I had an amazingly difficult time getting in on the mantle beta for developers and I somewhat regret throwing myself at it so hard. I'm still excited to see what other developers do with it, especially a big budget like BF4. From my perspective it's perhaps a bit more work than usual but it's just worth it and it certainly makes more logical sense so even if it's more work it goes much faster actually saving time. Though I don't have the specific need for it myself I see the potential and because it is so much better I'd still develop for it anyway if I had the budget for it. For now even though it's an open API to my knowledge nvidia still doesn't like it or allow it.
CES also started and all the news coming out from there is exciting as always. Though sadly when it comes to some of the more important hardware I care about things are fairly run of the mill. I'd love to hear something truly exciting about processors we're not expecting like more cores, more power, more heat, smaller form factor, etc. I'd love to just hear same performance for lower power.
Though we are finally hearing processors with ddr4 controllers and are supposedly being surprisingly stable in comparison to previous generations launches. MSI apparently finally has a good ITX amd mobo which has me excited even though I know I won't be getting it. They're also releasing ITX form factor graphics cards which is nice if you want more graphics than you'd get from an APU.
Apparently Dell might be first to market with a 4k OLED monitor, which is a little sad but at least it's something instead of nothing. Though from my experience dell monitors don't live as long as other brands and considering we're expecting a shorter lifespan on OLED to begin with this has me a bit worried.
hybrid hard drives are doubling in capacity which sounded nice at first until I found out the SSD space is staying at 8gb and they're just doubling regular HDD space so now we have 4tb regular and 8gb nand when the main complaint I'm sure was how small the SSD side was.
there's all kinds of CES news beyond this which I suggest everyone read. My last really exciting thing that comes to mind is some DSP controlled PSU's which I don't know why I never thought of that before, the basic explanation is that DSP is digital signal processing unit which is a digital controller to increase efficiency which leads to the new 80+ titanium above the 80+ platinum for upwards of 95% efficiency.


Your answer should consist of each line below that contains the string "Download".

------ Provided data ------

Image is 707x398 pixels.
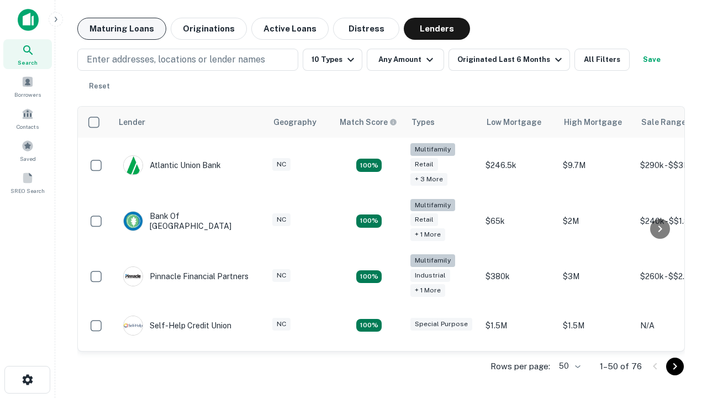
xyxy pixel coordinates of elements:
a: Borrowers [3,71,52,101]
div: Matching Properties: 14, hasApolloMatch: undefined [356,270,382,283]
span: SREO Search [10,186,45,195]
td: $380k [480,249,557,304]
h6: Match Score [340,116,395,128]
div: 50 [555,358,582,374]
span: Borrowers [14,90,41,99]
th: Capitalize uses an advanced AI algorithm to match your search with the best lender. The match sco... [333,107,405,138]
div: Matching Properties: 11, hasApolloMatch: undefined [356,319,382,332]
a: SREO Search [3,167,52,197]
div: High Mortgage [564,115,622,129]
iframe: Chat Widget [652,309,707,362]
div: NC [272,318,291,330]
button: Save your search to get updates of matches that match your search criteria. [634,49,670,71]
img: capitalize-icon.png [18,9,39,31]
td: $1.5M [480,304,557,346]
div: Sale Range [641,115,686,129]
td: $3M [557,249,635,304]
button: Originations [171,18,247,40]
img: picture [124,212,143,230]
div: Multifamily [411,254,455,267]
th: Types [405,107,480,138]
a: Contacts [3,103,52,133]
button: Lenders [404,18,470,40]
button: Maturing Loans [77,18,166,40]
button: Go to next page [666,357,684,375]
div: + 3 more [411,173,448,186]
div: Industrial [411,269,450,282]
div: Retail [411,213,438,226]
div: + 1 more [411,228,445,241]
th: Geography [267,107,333,138]
img: picture [124,316,143,335]
td: $2M [557,193,635,249]
div: Bank Of [GEOGRAPHIC_DATA] [123,211,256,231]
button: Active Loans [251,18,329,40]
div: Capitalize uses an advanced AI algorithm to match your search with the best lender. The match sco... [340,116,397,128]
th: Lender [112,107,267,138]
div: Special Purpose [411,318,472,330]
th: Low Mortgage [480,107,557,138]
div: + 1 more [411,284,445,297]
div: Lender [119,115,145,129]
button: Enter addresses, locations or lender names [77,49,298,71]
div: Retail [411,158,438,171]
button: Any Amount [367,49,444,71]
td: $9.7M [557,138,635,193]
p: Rows per page: [491,360,550,373]
img: picture [124,156,143,175]
span: Contacts [17,122,39,131]
div: NC [272,158,291,171]
a: Search [3,39,52,69]
div: Matching Properties: 10, hasApolloMatch: undefined [356,159,382,172]
button: 10 Types [303,49,362,71]
div: Matching Properties: 17, hasApolloMatch: undefined [356,214,382,228]
div: Types [412,115,435,129]
div: Atlantic Union Bank [123,155,221,175]
p: Enter addresses, locations or lender names [87,53,265,66]
div: Pinnacle Financial Partners [123,266,249,286]
div: Low Mortgage [487,115,541,129]
div: Self-help Credit Union [123,315,231,335]
div: NC [272,213,291,226]
td: $246.5k [480,138,557,193]
div: NC [272,269,291,282]
div: Originated Last 6 Months [457,53,565,66]
td: $1.5M [557,304,635,346]
p: 1–50 of 76 [600,360,642,373]
div: Multifamily [411,143,455,156]
span: Search [18,58,38,67]
div: Geography [273,115,317,129]
button: Originated Last 6 Months [449,49,570,71]
th: High Mortgage [557,107,635,138]
td: $65k [480,193,557,249]
a: Saved [3,135,52,165]
button: Reset [82,75,117,97]
button: Distress [333,18,399,40]
img: picture [124,267,143,286]
span: Saved [20,154,36,163]
button: All Filters [575,49,630,71]
div: Multifamily [411,199,455,212]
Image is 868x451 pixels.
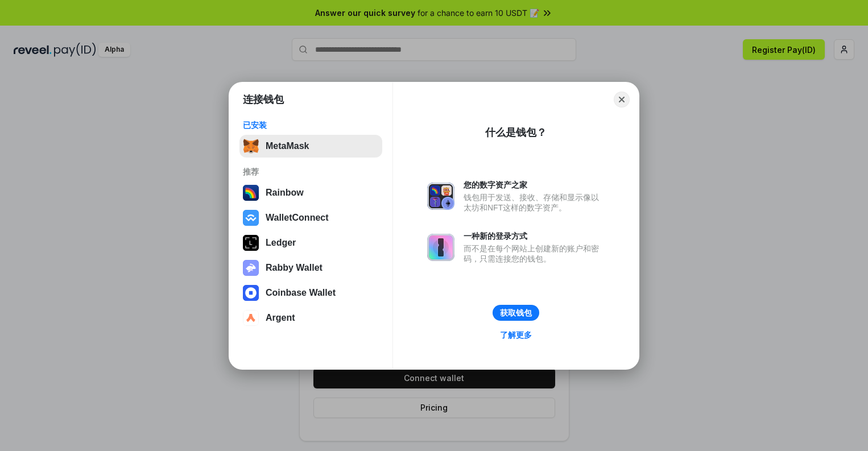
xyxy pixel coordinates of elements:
div: Rabby Wallet [266,263,323,273]
button: Coinbase Wallet [240,281,382,304]
img: svg+xml,%3Csvg%20width%3D%2228%22%20height%3D%2228%22%20viewBox%3D%220%200%2028%2028%22%20fill%3D... [243,285,259,301]
img: svg+xml,%3Csvg%20width%3D%2228%22%20height%3D%2228%22%20viewBox%3D%220%200%2028%2028%22%20fill%3D... [243,310,259,326]
button: Rainbow [240,181,382,204]
div: 而不是在每个网站上创建新的账户和密码，只需连接您的钱包。 [463,244,605,264]
img: svg+xml,%3Csvg%20width%3D%22120%22%20height%3D%22120%22%20viewBox%3D%220%200%20120%20120%22%20fil... [243,185,259,201]
img: svg+xml,%3Csvg%20width%3D%2228%22%20height%3D%2228%22%20viewBox%3D%220%200%2028%2028%22%20fill%3D... [243,210,259,226]
div: Ledger [266,238,296,248]
button: WalletConnect [240,207,382,229]
button: Ledger [240,232,382,255]
div: 推荐 [243,167,379,177]
div: 了解更多 [500,330,532,340]
button: 获取钱包 [493,305,539,321]
div: Rainbow [266,188,304,198]
img: svg+xml,%3Csvg%20xmlns%3D%22http%3A%2F%2Fwww.w3.org%2F2000%2Fsvg%22%20fill%3D%22none%22%20viewBox... [243,260,259,276]
div: Coinbase Wallet [266,288,336,298]
div: Argent [266,313,295,323]
div: 获取钱包 [500,308,532,318]
img: svg+xml,%3Csvg%20xmlns%3D%22http%3A%2F%2Fwww.w3.org%2F2000%2Fsvg%22%20fill%3D%22none%22%20viewBox... [427,183,455,210]
div: 一种新的登录方式 [463,231,605,242]
a: 了解更多 [494,328,539,342]
div: 已安装 [243,120,379,130]
img: svg+xml,%3Csvg%20xmlns%3D%22http%3A%2F%2Fwww.w3.org%2F2000%2Fsvg%22%20fill%3D%22none%22%20viewBox... [427,234,455,261]
img: svg+xml,%3Csvg%20xmlns%3D%22http%3A%2F%2Fwww.w3.org%2F2000%2Fsvg%22%20width%3D%2228%22%20height%3... [243,235,259,251]
button: Argent [240,307,382,329]
button: Close [614,92,630,107]
div: MetaMask [266,141,309,151]
div: 什么是钱包？ [485,126,547,139]
img: svg+xml,%3Csvg%20fill%3D%22none%22%20height%3D%2233%22%20viewBox%3D%220%200%2035%2033%22%20width%... [243,138,259,154]
div: 您的数字资产之家 [463,180,605,190]
h1: 连接钱包 [243,93,284,107]
button: Rabby Wallet [240,257,382,280]
div: WalletConnect [266,213,329,223]
button: MetaMask [240,135,382,158]
div: 钱包用于发送、接收、存储和显示像以太坊和NFT这样的数字资产。 [463,192,605,213]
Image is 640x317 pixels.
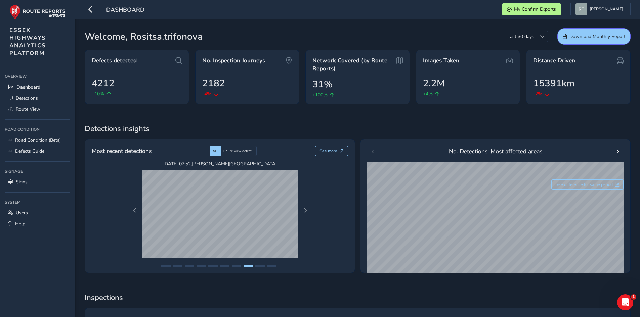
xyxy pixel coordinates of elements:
[92,90,104,97] span: +10%
[161,265,171,267] button: Page 1
[631,295,636,300] span: 1
[85,124,630,134] span: Detections insights
[5,177,70,188] a: Signs
[533,57,575,65] span: Distance Driven
[223,149,252,153] span: Route View defect
[185,265,194,267] button: Page 3
[255,265,265,267] button: Page 9
[5,72,70,82] div: Overview
[15,148,44,155] span: Defects Guide
[5,208,70,219] a: Users
[220,265,229,267] button: Page 6
[221,146,257,156] div: Route View defect
[556,182,613,187] span: See difference for same period
[449,147,542,156] span: No. Detections: Most affected areas
[5,82,70,93] a: Dashboard
[92,147,151,156] span: Most recent detections
[9,26,46,57] span: ESSEX HIGHWAYS ANALYTICS PLATFORM
[92,76,115,90] span: 4212
[5,219,70,230] a: Help
[130,206,139,215] button: Previous Page
[423,76,445,90] span: 2.2M
[301,206,310,215] button: Next Page
[142,161,298,167] span: [DATE] 07:52 , [PERSON_NAME][GEOGRAPHIC_DATA]
[16,210,28,216] span: Users
[208,265,218,267] button: Page 5
[202,76,225,90] span: 2182
[244,265,253,267] button: Page 8
[173,265,182,267] button: Page 2
[533,90,542,97] span: -2%
[423,90,433,97] span: +4%
[514,6,556,12] span: My Confirm Exports
[16,84,40,90] span: Dashboard
[533,76,574,90] span: 15391km
[85,30,203,44] span: Welcome, Rositsa.trifonova
[312,91,327,98] span: +100%
[315,146,348,156] button: See more
[9,5,65,20] img: rr logo
[92,57,137,65] span: Defects detected
[213,149,216,153] span: AI
[551,180,624,190] button: See difference for same period
[267,265,276,267] button: Page 10
[15,137,61,143] span: Road Condition (Beta)
[196,265,206,267] button: Page 4
[5,167,70,177] div: Signage
[319,148,337,154] span: See more
[5,197,70,208] div: System
[210,146,221,156] div: AI
[5,125,70,135] div: Road Condition
[5,135,70,146] a: Road Condition (Beta)
[202,57,265,65] span: No. Inspection Journeys
[85,293,630,303] span: Inspections
[106,6,144,15] span: Dashboard
[5,146,70,157] a: Defects Guide
[575,3,625,15] button: [PERSON_NAME]
[617,295,633,311] iframe: Intercom live chat
[15,221,25,227] span: Help
[502,3,561,15] button: My Confirm Exports
[575,3,587,15] img: diamond-layout
[423,57,459,65] span: Images Taken
[16,179,28,185] span: Signs
[232,265,241,267] button: Page 7
[5,104,70,115] a: Route View
[312,77,333,91] span: 31%
[505,31,536,42] span: Last 30 days
[569,33,625,40] span: Download Monthly Report
[589,3,623,15] span: [PERSON_NAME]
[202,90,211,97] span: -4%
[5,93,70,104] a: Detections
[16,106,40,113] span: Route View
[312,57,394,73] span: Network Covered (by Route Reports)
[557,28,630,45] button: Download Monthly Report
[16,95,38,101] span: Detections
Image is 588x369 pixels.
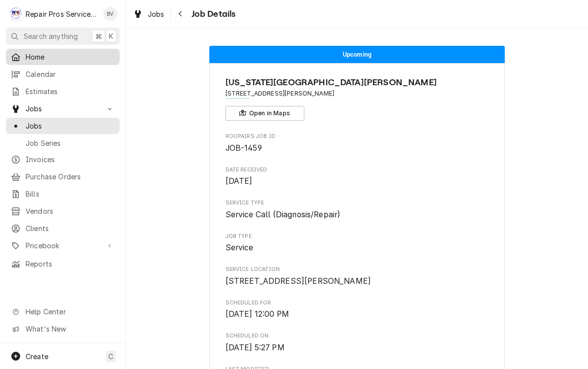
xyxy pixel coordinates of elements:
[225,265,489,273] span: Service Location
[26,323,114,334] span: What's New
[26,223,114,233] span: Clients
[173,6,188,22] button: Navigate back
[26,259,114,269] span: Reports
[225,199,489,207] span: Service Type
[225,166,489,174] span: Date Received
[26,171,114,182] span: Purchase Orders
[9,7,23,20] div: Repair Pros Services Inc's Avatar
[26,306,114,317] span: Help Center
[225,106,304,121] button: Open in Maps
[225,232,489,240] span: Job Type
[6,49,120,65] a: Home
[104,7,117,20] div: Brian Volker's Avatar
[26,138,114,148] span: Job Series
[225,76,489,121] div: Client Information
[95,31,102,42] span: ⌘
[225,332,489,353] div: Scheduled On
[225,209,489,220] span: Service Type
[6,304,120,319] a: Go to Help Center
[225,232,489,253] div: Job Type
[6,83,120,100] a: Estimates
[225,332,489,340] span: Scheduled On
[225,308,489,320] span: Scheduled For
[26,121,114,131] span: Jobs
[6,66,120,82] a: Calendar
[26,86,114,96] span: Estimates
[6,237,120,253] a: Go to Pricebook
[225,89,489,98] span: Address
[6,186,120,202] a: Bills
[225,275,489,287] span: Service Location
[6,151,120,167] a: Invoices
[209,46,504,63] div: Status
[188,7,236,20] span: Job Details
[26,188,114,199] span: Bills
[6,169,120,184] a: Purchase Orders
[225,133,489,140] span: Roopairs Job ID
[225,243,253,252] span: Service
[26,240,100,251] span: Pricebook
[6,100,120,117] a: Go to Jobs
[26,69,114,79] span: Calendar
[129,6,168,22] a: Jobs
[225,166,489,187] div: Date Received
[225,299,489,320] div: Scheduled For
[225,144,262,153] span: JOB-1459
[6,135,120,151] a: Job Series
[225,142,489,154] span: Roopairs Job ID
[225,76,489,89] span: Name
[225,242,489,253] span: Job Type
[26,9,98,19] div: Repair Pros Services Inc
[225,175,489,187] span: Date Received
[108,351,113,362] span: C
[109,31,113,42] span: K
[225,133,489,154] div: Roopairs Job ID
[225,309,289,318] span: [DATE] 12:00 PM
[26,52,114,62] span: Home
[26,206,114,216] span: Vendors
[225,199,489,220] div: Service Type
[225,299,489,307] span: Scheduled For
[26,352,48,360] span: Create
[225,276,371,286] span: [STREET_ADDRESS][PERSON_NAME]
[104,7,117,20] div: BV
[6,27,120,45] button: Search anything⌘K
[147,9,165,19] span: Jobs
[6,220,120,236] a: Clients
[6,256,120,272] a: Reports
[26,154,114,165] span: Invoices
[6,118,120,134] a: Jobs
[225,177,253,186] span: [DATE]
[24,31,78,42] span: Search anything
[225,343,285,352] span: [DATE] 5:27 PM
[225,342,489,354] span: Scheduled On
[26,104,100,114] span: Jobs
[6,203,120,219] a: Vendors
[6,321,120,337] a: Go to What's New
[343,51,371,58] span: Upcoming
[225,265,489,286] div: Service Location
[225,210,340,219] span: Service Call (Diagnosis/Repair)
[9,7,23,20] div: R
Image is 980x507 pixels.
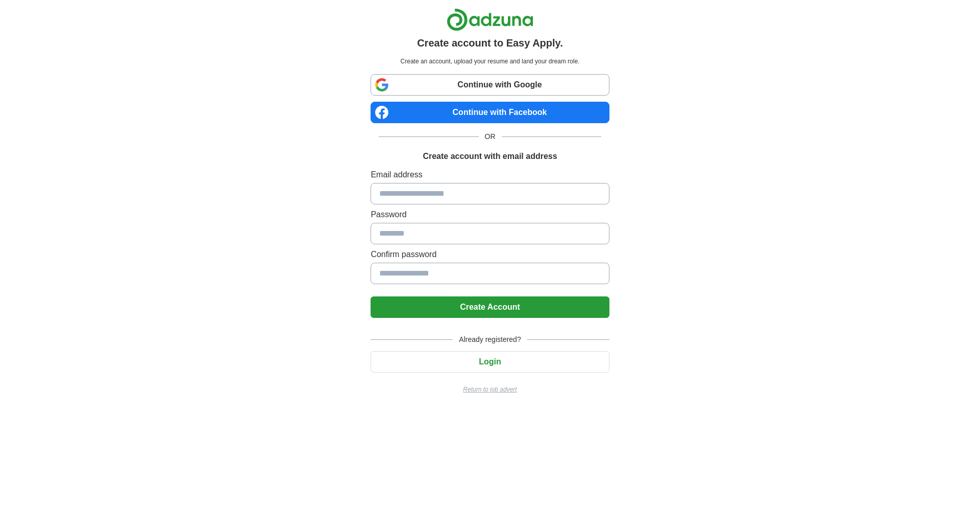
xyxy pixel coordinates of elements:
[447,8,534,31] img: Adzuna logo
[371,357,609,366] a: Login
[371,297,609,317] button: Create Account
[417,35,563,51] h1: Create account to Easy Apply.
[422,151,558,162] h1: Create account with email address
[371,385,609,394] a: Return to job advert
[371,169,609,180] label: Email address
[371,351,609,373] button: Login
[371,249,609,260] label: Confirm password
[453,334,527,345] span: Already registered?
[371,74,609,95] a: Continue with Google
[373,57,607,66] p: Create an account, upload your resume and land your dream role.
[371,102,609,123] a: Continue with Facebook
[371,209,609,220] label: Password
[479,132,502,142] span: OR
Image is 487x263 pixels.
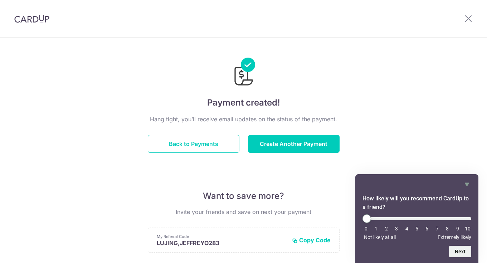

------

=== The answer ===
[569,33,625,40] span: Download Monthly Report
[557,28,630,45] button: Download Monthly Report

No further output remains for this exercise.